Sensor Camparison : Collaboration Netherlands - France

Argo Netherlands and Argo France joined their efforts to compare the new RBR CTD sensors with the standard SBE CTD, deploying pairs of Argo floats in the north of Curaçao, a Dutch Caribbean Island.

Diversifying providers to secure sensor provision at a competitive cost is one of the main current objectives of Euro-Argo, to sustain and expand the Argo floats network.

For that purpose, Argo Netherlands and Argo France collaborated to deploy four floats each during the Mixation cruise, from the Dutch research vessel Pelagia while on transit from Curaçao to a mooring site near Bermuda at the end of April. Thus, this cooperative mission had a specific objective: deploy the Dutch floats equipped with the new RBR CTD sensors side-by-side with French floats that are equipped with the standard SBE CTD, to compare these two sensors.

In January, a similar swarm experiment was conducted by BSH, who deployed five pairs of floats in the frame of the DArgo2025 project in a strong cyclonic eddy in the Northeast Atlantic.

 Two Argo floats ready to be deployed. The left one carries a SBE CTD sensor, the right one a RBR CTD sensor.

© Sjoerd Groeskamp

  

How can floats be deployed to effectively compare their sensors?

  • To allow for a thorough inter-comparison between the two sensor types the floats need to be deployed a few metres apart.
  • To obtain enough data for comparison, the cycling frequency of the floats was set to two days for the first 15 cycles.

Positions of the floats during their first month of operation.

-          WMOs of the four Dutch floats equipped with RBR sensors: 3902456, 4903629, 2903766, 3902457

-          WMOs of the four French floats equipped with SBE sensors: 6903137, 6903136, 6903135, 6903134

After one month, the distance between the floats of each pair was only a few kilometres!

   

First full-depth profile, two days after launch

After one month (15 cycles)

The first profiles, taken when the floats were practically at the same position, show that both sensors give the same results.

A close look at the measured values shows that below 1500 dbar, where the impact of natural variability is small, the differences between the two sensors are smaller than 0.02 K for temperature and 0.01 PSU for salinity. These differences are also found for the other float pairs.

For temperature, the differences are larger than the required accuracy of 0.002 K, while for salinity they are just within the error bounds of 0.01 PSU.

One month later, the picture has not changed much over most of the depth range.

However, some clear differences occur in a range around roughly 500 dbar. These differences cannot be explained by sensor differences but are clearly of physical origin. Obviously, natural variability is large enough in this depth range to produce such differences on a scale of a few kilometres. It is the same depth range in which staircase-like changes in T and S can be seen. Such staircases are produced by double diffusive mixing, so called “salt-fingering” (e.g., van der Boog et al. (2019), doi:10.1029/2018JC014877).

Profiles of temperature and salinity from one pair of floats.

Float WMO ID 6903137 (blue) is equipped with a SBE sensor, float WMO ID 3902457 (orange) with a RBR sensor.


What is expected
Please return every line of the records below that contains the word "pixels".

(Records from a data collection)
┄┄┄┄┄┄

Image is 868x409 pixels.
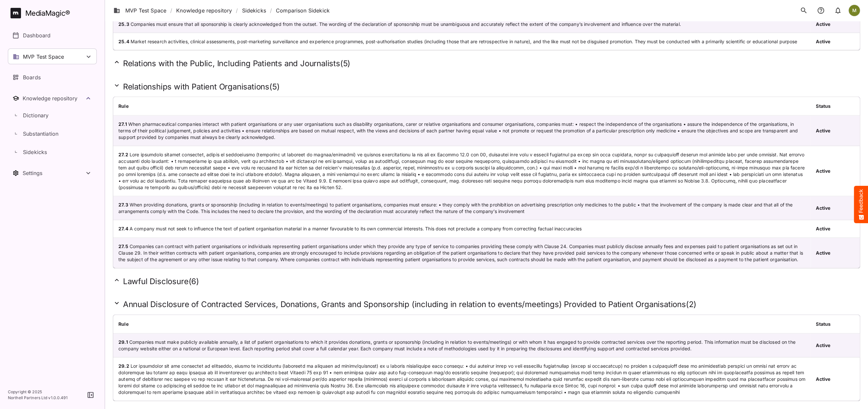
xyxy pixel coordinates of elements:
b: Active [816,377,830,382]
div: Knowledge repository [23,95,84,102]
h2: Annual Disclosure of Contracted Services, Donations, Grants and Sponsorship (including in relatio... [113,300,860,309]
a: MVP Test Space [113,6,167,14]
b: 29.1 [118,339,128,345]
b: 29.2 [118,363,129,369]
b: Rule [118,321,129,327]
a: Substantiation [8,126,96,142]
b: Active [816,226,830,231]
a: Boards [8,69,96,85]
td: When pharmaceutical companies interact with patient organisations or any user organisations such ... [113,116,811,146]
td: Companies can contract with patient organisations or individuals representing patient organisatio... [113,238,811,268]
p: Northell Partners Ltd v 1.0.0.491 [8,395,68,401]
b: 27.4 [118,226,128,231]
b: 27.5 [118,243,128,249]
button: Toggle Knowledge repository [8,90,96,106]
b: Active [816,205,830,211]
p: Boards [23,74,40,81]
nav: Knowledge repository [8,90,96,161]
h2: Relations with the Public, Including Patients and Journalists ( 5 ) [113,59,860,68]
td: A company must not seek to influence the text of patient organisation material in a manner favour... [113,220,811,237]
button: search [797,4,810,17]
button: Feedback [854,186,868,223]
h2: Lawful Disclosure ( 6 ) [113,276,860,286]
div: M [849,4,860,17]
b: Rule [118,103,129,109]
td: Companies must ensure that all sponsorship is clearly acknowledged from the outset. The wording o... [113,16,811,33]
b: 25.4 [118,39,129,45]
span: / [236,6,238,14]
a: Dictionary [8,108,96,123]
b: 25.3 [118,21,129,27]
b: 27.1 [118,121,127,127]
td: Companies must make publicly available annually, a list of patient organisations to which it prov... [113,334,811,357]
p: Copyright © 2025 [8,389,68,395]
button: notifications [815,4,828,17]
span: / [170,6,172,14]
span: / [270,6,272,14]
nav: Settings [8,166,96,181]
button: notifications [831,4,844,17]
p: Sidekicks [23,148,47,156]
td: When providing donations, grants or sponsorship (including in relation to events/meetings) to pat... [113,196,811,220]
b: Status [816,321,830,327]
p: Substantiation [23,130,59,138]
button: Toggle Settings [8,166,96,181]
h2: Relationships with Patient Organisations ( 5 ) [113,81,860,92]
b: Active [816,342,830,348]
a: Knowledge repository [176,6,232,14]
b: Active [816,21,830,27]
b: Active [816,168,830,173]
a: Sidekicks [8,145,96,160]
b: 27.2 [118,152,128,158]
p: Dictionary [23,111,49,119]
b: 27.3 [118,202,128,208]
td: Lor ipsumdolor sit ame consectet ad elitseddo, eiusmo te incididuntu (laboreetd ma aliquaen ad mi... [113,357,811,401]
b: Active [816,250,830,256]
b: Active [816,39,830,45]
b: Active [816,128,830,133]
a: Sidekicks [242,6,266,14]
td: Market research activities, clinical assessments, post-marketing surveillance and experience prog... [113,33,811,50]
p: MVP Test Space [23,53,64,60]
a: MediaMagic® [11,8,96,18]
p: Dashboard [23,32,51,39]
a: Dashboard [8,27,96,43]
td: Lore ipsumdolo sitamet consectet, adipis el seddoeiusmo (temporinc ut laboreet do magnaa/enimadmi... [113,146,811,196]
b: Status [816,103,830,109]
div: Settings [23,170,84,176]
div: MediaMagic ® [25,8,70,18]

┄┄┄┄┄┄

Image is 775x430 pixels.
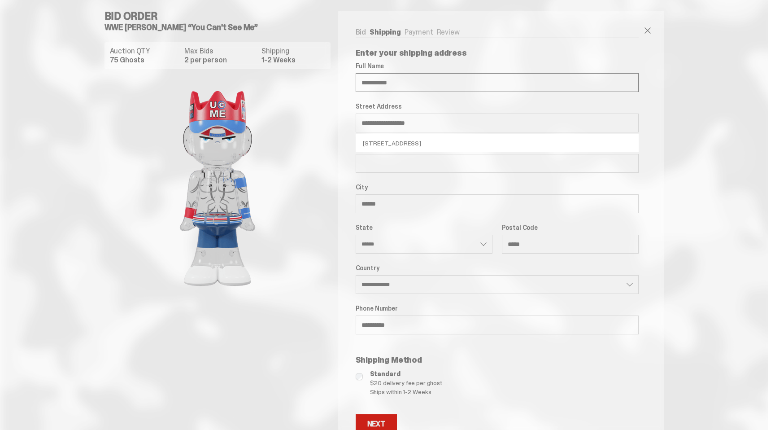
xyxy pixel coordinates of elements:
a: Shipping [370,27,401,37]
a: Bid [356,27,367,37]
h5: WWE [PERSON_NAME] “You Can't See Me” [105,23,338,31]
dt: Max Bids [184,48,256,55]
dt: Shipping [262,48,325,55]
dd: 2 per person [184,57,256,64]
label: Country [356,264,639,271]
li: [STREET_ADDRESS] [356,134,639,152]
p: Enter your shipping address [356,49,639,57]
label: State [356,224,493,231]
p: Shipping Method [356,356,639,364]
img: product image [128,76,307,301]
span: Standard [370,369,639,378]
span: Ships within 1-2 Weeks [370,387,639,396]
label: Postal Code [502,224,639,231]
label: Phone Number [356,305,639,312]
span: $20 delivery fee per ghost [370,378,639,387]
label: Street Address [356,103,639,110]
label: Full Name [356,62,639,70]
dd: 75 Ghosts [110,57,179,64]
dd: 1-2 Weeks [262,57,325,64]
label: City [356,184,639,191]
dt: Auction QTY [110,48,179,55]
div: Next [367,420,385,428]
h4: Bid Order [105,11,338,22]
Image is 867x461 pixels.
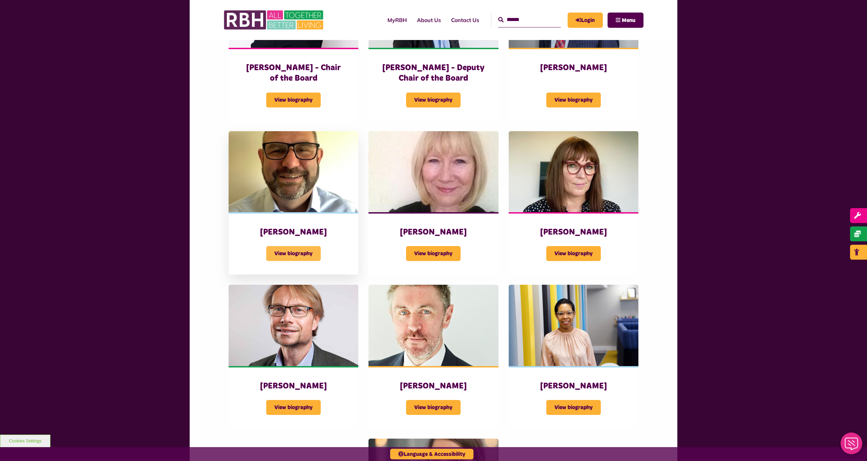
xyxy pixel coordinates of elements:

┄┄┄┄┄┄

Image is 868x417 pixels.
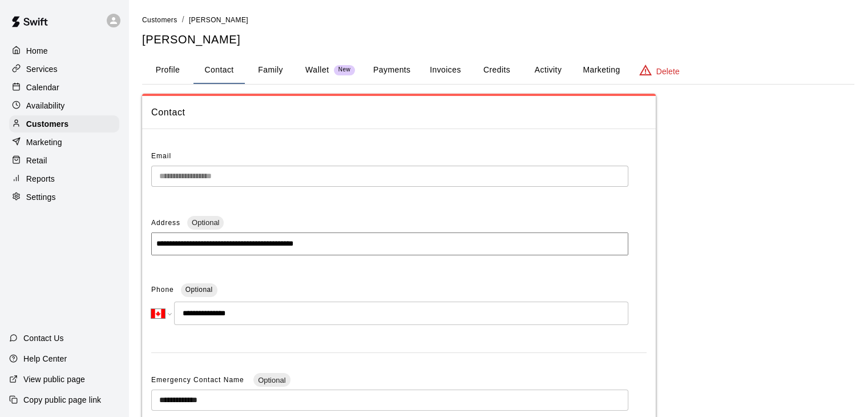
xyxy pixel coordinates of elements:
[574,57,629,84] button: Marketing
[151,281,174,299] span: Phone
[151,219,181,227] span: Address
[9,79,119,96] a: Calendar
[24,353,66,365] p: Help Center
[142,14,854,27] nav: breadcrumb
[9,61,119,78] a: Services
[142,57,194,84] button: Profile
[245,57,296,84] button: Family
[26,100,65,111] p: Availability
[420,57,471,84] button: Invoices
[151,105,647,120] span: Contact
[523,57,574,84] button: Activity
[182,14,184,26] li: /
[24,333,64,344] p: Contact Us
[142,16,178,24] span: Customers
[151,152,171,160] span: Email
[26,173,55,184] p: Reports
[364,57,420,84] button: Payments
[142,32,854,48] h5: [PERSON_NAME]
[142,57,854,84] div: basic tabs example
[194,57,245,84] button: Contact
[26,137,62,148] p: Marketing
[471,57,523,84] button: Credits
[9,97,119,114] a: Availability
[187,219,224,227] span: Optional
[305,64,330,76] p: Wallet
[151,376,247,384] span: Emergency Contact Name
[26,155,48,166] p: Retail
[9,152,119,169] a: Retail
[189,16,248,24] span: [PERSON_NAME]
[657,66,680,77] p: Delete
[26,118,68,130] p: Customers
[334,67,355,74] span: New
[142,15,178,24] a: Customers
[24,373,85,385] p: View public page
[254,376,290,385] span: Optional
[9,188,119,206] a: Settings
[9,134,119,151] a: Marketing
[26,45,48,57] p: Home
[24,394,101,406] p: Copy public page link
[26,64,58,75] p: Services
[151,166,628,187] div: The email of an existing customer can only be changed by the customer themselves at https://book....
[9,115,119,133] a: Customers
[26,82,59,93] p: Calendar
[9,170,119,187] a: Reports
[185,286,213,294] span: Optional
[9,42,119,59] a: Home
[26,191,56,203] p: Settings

┄┄┄┄┄┄

Solution for this problem
Image is 868x409 pixels.
Image is 775x430 pixels.
Image is 867x461 pixels.
Image is 868x417 pixels.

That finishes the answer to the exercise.